There were huge debates and protests going on through the late 1960s and 1970s over social issues - and conflicts which would have required media analysis and commentary. Surely newspaper writers and editors leaned into that?

“Not greatly. The kind of reporting that looked into those kinds of issues was late coming,” says Grant. 

Big newspaper chains picked up most of the country’s papers, especially in the cities, in the 1980s and 1990s. Long before the internet undercut the market, important papers were closing down and 'consolidation' was the name of the game. 

All metropolitan centres were one-newspaper places by the mid 1990s, except for Wellington. 

“The crucial element in successful metropolitan newspapers is advertising. By this time the effects from radio and television were felt. Also, newspapers that had been family-owned were increasingly owned by companies that had different criteria for success.” 

Pressing On says The Press set up the first local newspaper website in 1995. 

“That was a bit of a landmark but back then people wouldn't have realised perhaps what a moment that must have been. Newspapers had not really begun to understand things like paywalls were going to be necessary to protect their material.”

How that plays out is the next story. 

Post-2000: the digital age 

“What's happened after 2000 is still undecided. There are very clear indications of what is happening but it's by no means certain  . . . so you couldn't write it all definitively yet.” 

“I've collected a lot of material but volume three  - if there is one - will not be written by me.” 

“I will present to Turnbull Library all the material I have from the year 2000 up to 2020. I hope in a decade or so somebody else will come across all this . . . and that's going to be a good start. And I hope I'm around to support and encourage that work.” 

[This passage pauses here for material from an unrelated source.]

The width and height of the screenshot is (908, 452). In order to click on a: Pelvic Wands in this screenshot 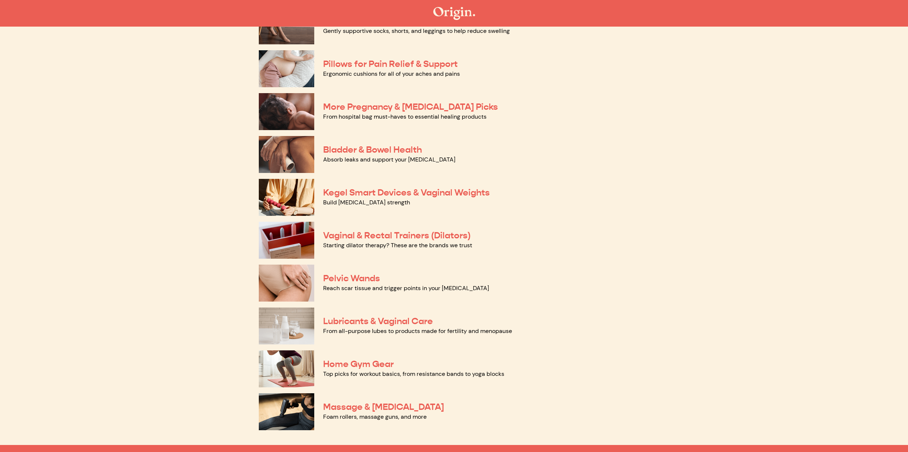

Veteran journalist Colin James described Pressing On as “monumental  . . . in both senses.”

His longtime collaborator Hugh Rennie KC called it “a requiem” for local papers.

Does Grant think it serves a monument to a dying form? 

“I certainly hope not. They are still important in a world which is completely - which is increasingly clouded by a whole range of views about just about everything, which often has very little to do with any facts.” 

“I think they're more likely to succeed as they did in the past when they are locally owned with a commitment to the local community and the people in it.”